Pharma’s appetite for early-stage products is transforming the landscape of biotechnology. The traditional model of seed funding followed by three rounds of venture capital and an initial public offering has broken.
“Now companies are being set up with a trade sale as the exit, says biotech entrepreneur Andy Richards. Unlike venture-backed counterparts, such companies do not need to build a profile with the investment community or the industry in general. “There’s an awful lot more venture activity going on in start up and early stage companies. But many deals are being done and not being announced, or the amount is not being announced,” Richards told delegates at the BioPartnering Europe conference held in London last week.
Goodbye pure products, hello platforms
In the past year there has been a switch of interest away from pure product companies and back to platform technologies that have the power to generate pipelines. “There are lots of technologies around and there is attractive value, but when setting up companies for trade sales it is the management team that is the most important ingredient and that is what investors are backing,” believes Richards.
While pharma might prefer later-stage products the competition is so intense that it is buying out earlier stage assets also. “This has changed the whole game,” said Richards.
Richards is a director of Vectura plc, Summit plc, Biowisdom, Theradeas, Pharmakodex, Cancer Research Technology (the commercialisation arm of Cancer Research UK) and Babraham Bioscience Technology, and was involved in Arakis, Geneservice, Cambridge Biotechnology Ltd, Amedis Pharmaceuticals, Sirus Pharmaceuticals and Daniolabs all of which were recently sold. He believes the industry has been slow in coming to terms with how to set up and run companies that are being groomed for sale. “If you want to do a trade sale you don’t want lots of partnering and licensing deals: an unencumbered portfolio is more attractive to an acquiring company.”
The slippery slope
This highlights the slippery slope to becoming a fashion victim in an industry driven by decade-long development cycles believes Sam Fazeli, managing director of Piper Jaffray Ltd. “You are wrong whatever you do because you are responding to today’s fashion. Three years ago you needed deals, now you don’t want to be encumbered.”
One positive effect of the focus on trade sales is that management teams no longer have to spend all their time fundraising, but can devote themselves to grooming the business.
At the same time share structures have flattened.
The UK now has a huge tail of very small companies, funded by business angels or publicly funded venture funds, which were set up with the ambition of floating on London’s Alternative Investment Market. In the past two years joining AIM has been a way of funding the next stage of corporate development, but has not represented an exit.
“It will be interesting to see if companies financed that way will find a path through the corporate funding continuum,” said Richards. He was referring in particular, to all the companies brought to AIM by the UK’s band of quoted technology commercialisation specialists such as Biofusion plc and IP Group plc.
These succeeded in getting onto AIM early in their lives, having attracted fairly small amounts of venture capital, and raised small sums on listing too. “I think we will see consolidation and M&A in the quoted commercialisation sector, said Richards. “If I were a public investor I would start getting very activist.”
Richards suggested that the credit crunch will be good for biotech. “It will result in people reassessing risk. They will go off debt and as biotech is not debt-laden, it will become more popular.”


#### ABOUT THIS TASK
Whenever a line in the entries includes the word "gaeaf", copy that line out.

*** DATASET ENTRIES ***

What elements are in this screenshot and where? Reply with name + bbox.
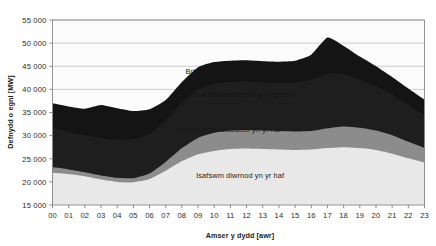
y-axis-title: Defnydd o egni [MW] bbox=[6, 75, 15, 148]
y-tick-label: 35 000 bbox=[22, 108, 46, 117]
band-annotation: Brig nodweddiadol yn y gaeaf bbox=[185, 67, 286, 76]
x-tick-label: 01 bbox=[64, 211, 73, 220]
energy-demand-area-chart: 15 00020 00025 00030 00035 00040 00045 0… bbox=[0, 0, 436, 246]
y-tick-label: 55 000 bbox=[22, 16, 46, 25]
y-tick-label: 30 000 bbox=[22, 131, 46, 140]
x-tick-label: 10 bbox=[210, 211, 219, 220]
x-tick-label: 02 bbox=[80, 211, 89, 220]
band-annotation: Diwrnod nodweddiadol yn yr haf bbox=[173, 125, 282, 134]
x-tick-label: 12 bbox=[242, 211, 251, 220]
y-tick-label: 15 000 bbox=[22, 201, 46, 210]
x-tick-label: 22 bbox=[404, 211, 413, 220]
x-tick-label: 00 bbox=[48, 211, 57, 220]
x-tick-label: 19 bbox=[355, 211, 364, 220]
y-tick-label: 20 000 bbox=[22, 178, 46, 187]
x-tick-label: 06 bbox=[145, 211, 154, 220]
x-tick-label: 16 bbox=[307, 211, 316, 220]
x-tick-label: 09 bbox=[194, 211, 203, 220]
x-tick-label: 05 bbox=[129, 211, 138, 220]
x-tick-label: 15 bbox=[291, 211, 300, 220]
y-tick-label: 50 000 bbox=[22, 39, 46, 48]
x-tick-label: 21 bbox=[388, 211, 397, 220]
x-tick-label: 08 bbox=[178, 211, 187, 220]
x-tick-label: 11 bbox=[226, 211, 234, 220]
x-tick-label: 17 bbox=[323, 211, 332, 220]
y-tick-label: 45 000 bbox=[22, 62, 46, 71]
x-tick-label: 18 bbox=[339, 211, 348, 220]
x-tick-label: 13 bbox=[258, 211, 267, 220]
band-annotation: Isafswm diwrnod yn yr haf bbox=[196, 171, 285, 180]
x-tick-label: 07 bbox=[161, 211, 170, 220]
y-tick-label: 40 000 bbox=[22, 85, 46, 94]
x-tick-label: 03 bbox=[97, 211, 106, 220]
x-tick-label: 20 bbox=[372, 211, 381, 220]
x-tick-label: 14 bbox=[275, 211, 284, 220]
band-annotation: Diwrnod nodweddiadol yn y gaeaf bbox=[178, 90, 293, 99]
x-axis-title: Amser y dydd [awr] bbox=[206, 231, 275, 240]
y-tick-label: 25 000 bbox=[22, 155, 46, 164]
x-tick-label: 23 bbox=[420, 211, 429, 220]
x-tick-label: 04 bbox=[113, 211, 122, 220]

*** End of DATASET ENTRIES ***

#### EXERCISE RESULT
band-annotation: Brig nodweddiadol yn y gaeaf bbox=[185, 67, 286, 76]
band-annotation: Diwrnod nodweddiadol yn y gaeaf bbox=[178, 90, 293, 99]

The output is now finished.